Based on this answer
Regular Expressions: Is there an AND operator?
I tried the following on http://regexpal.com/ but was unable to get it to work. What am missing? Does javascript not support it?
Regex: (?=foo)(?=baz)
String: foo,bar,baz
In Chain Builder, you can use regular expression (regex) operators to match characters in text strings, such as to define patterns for: Mapping transformation rules for a Data Prep connector pipeline. The File Utilities connector's Find, Find and replace, and Split file commands.
The Range Operator ( - ) Regex recognizes range expressions inside a list. They represent those characters that fall between two elements in the current collating sequence. You form a range expression by putting a range operator between two characters.
The _ (underscore) character in the regular expression means that the zone name must have an underscore immediately following the alphanumeric string matched by the preceding brackets. The . (period) matches any character (a wildcard).
Operators used in regular expressions include: Union: If R1 and R2 are regular expressions, then R1 | R2 (also written as R1 U R2 or R1 + R2) is also a regular expression. L(R1|R2) = L(R1) U L(R2). Concatenation: If R1 and R2 are regular expressions, then R1R2 (also written as R1.
It is impossible for both (?=foo)
and (?=baz)
to match at the same time. It would require the next character to be both f
and b
simultaneously which is impossible.
Perhaps you want this instead:
(?=.*foo)(?=.*baz)
This says that foo
must appear anywhere and baz
must appear anywhere, not necessarily in that order and possibly overlapping (although overlapping is not possible in this specific case because the letters themselves don't overlap).
If you love us? You can donate to us via Paypal or buy me a coffee so we can maintain and grow! Thank you!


● **WORK REQUIRED**
List all lines of the data containing the word "pixels".

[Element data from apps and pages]
□ □ □ □ □ □ □

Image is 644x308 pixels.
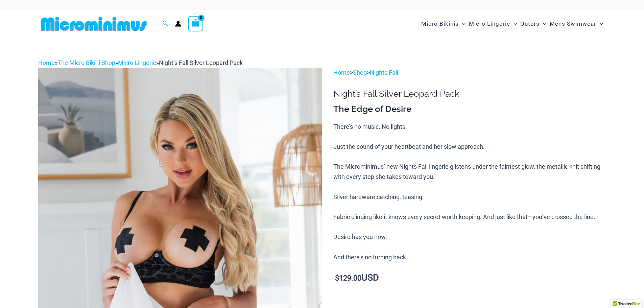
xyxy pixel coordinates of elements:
[38,16,149,31] img: MM SHOP LOGO FLAT
[520,15,539,32] span: Outers
[510,15,517,32] span: Menu Toggle
[548,14,605,34] a: Mens SwimwearMenu ToggleMenu Toggle
[38,59,243,66] span: » » »
[333,104,606,115] h3: The Edge of Desire
[550,15,597,32] span: Mens Swimwear
[335,274,362,283] bdi: 129.00
[469,15,510,32] span: Micro Lingerie
[333,273,606,284] p: USD
[459,15,466,32] span: Menu Toggle
[421,15,459,32] span: Micro Bikinis
[333,69,350,76] a: Home
[58,59,115,66] a: The Micro Bikini Shop
[419,12,607,35] nav: Site Navigation
[333,68,606,78] p: > >
[333,88,606,99] h1: Night’s Fall Silver Leopard Pack
[188,16,203,31] a: View Shopping Cart, empty
[159,59,243,66] span: Night’s Fall Silver Leopard Pack
[370,69,398,76] a: Nights Fall
[175,21,181,27] a: Account icon link
[118,59,156,66] a: Micro Lingerie
[467,14,519,34] a: Micro LingerieMenu ToggleMenu Toggle
[333,122,606,262] p: There’s no music. No lights. Just the sound of your heartbeat and her slow approach. The Micromin...
[38,59,55,66] a: Home
[539,15,546,32] span: Menu Toggle
[353,69,367,76] a: Shop
[420,14,467,34] a: Micro BikinisMenu ToggleMenu Toggle
[162,20,169,28] a: Search icon link
[519,14,548,34] a: OutersMenu ToggleMenu Toggle
[335,274,339,283] span: $
[597,15,603,32] span: Menu Toggle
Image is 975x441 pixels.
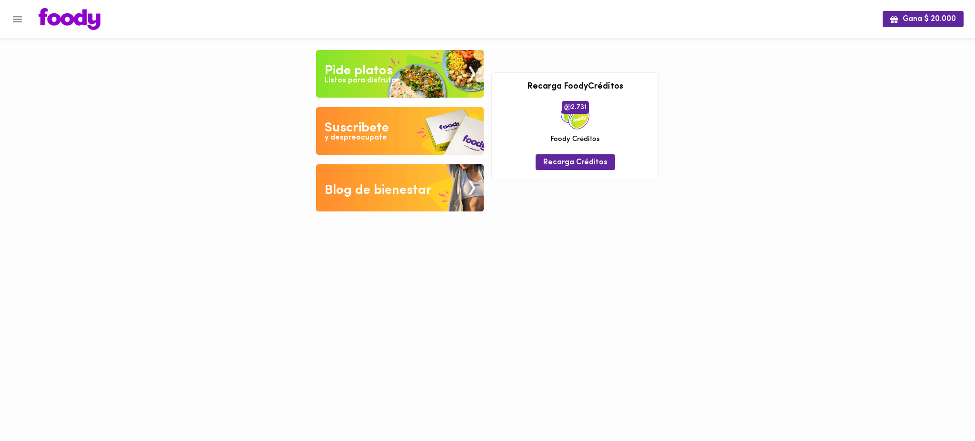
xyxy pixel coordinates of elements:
div: Pide platos [325,61,393,80]
img: foody-creditos.png [564,104,571,110]
img: logo.png [39,8,100,30]
img: Disfruta bajar de peso [316,107,484,155]
span: Foody Créditos [550,134,600,144]
div: y despreocupate [325,132,387,143]
span: Recarga Créditos [543,158,607,167]
span: 2.731 [562,101,589,113]
h3: Recarga FoodyCréditos [499,82,651,92]
div: Blog de bienestar [325,181,432,200]
img: Blog de bienestar [316,164,484,212]
span: Gana $ 20.000 [890,15,956,24]
iframe: Messagebird Livechat Widget [920,386,965,431]
div: Suscribete [325,119,389,138]
div: Listos para disfrutar [325,75,399,86]
img: Pide un Platos [316,50,484,98]
button: Gana $ 20.000 [883,11,964,27]
button: Menu [6,8,29,31]
img: credits-package.png [561,101,589,129]
button: Recarga Créditos [536,154,615,170]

□ □ □ □ □ □ □

● **COMPLETED TASK**
Image is 644x308 pixels.
Image is 975x441 pixels.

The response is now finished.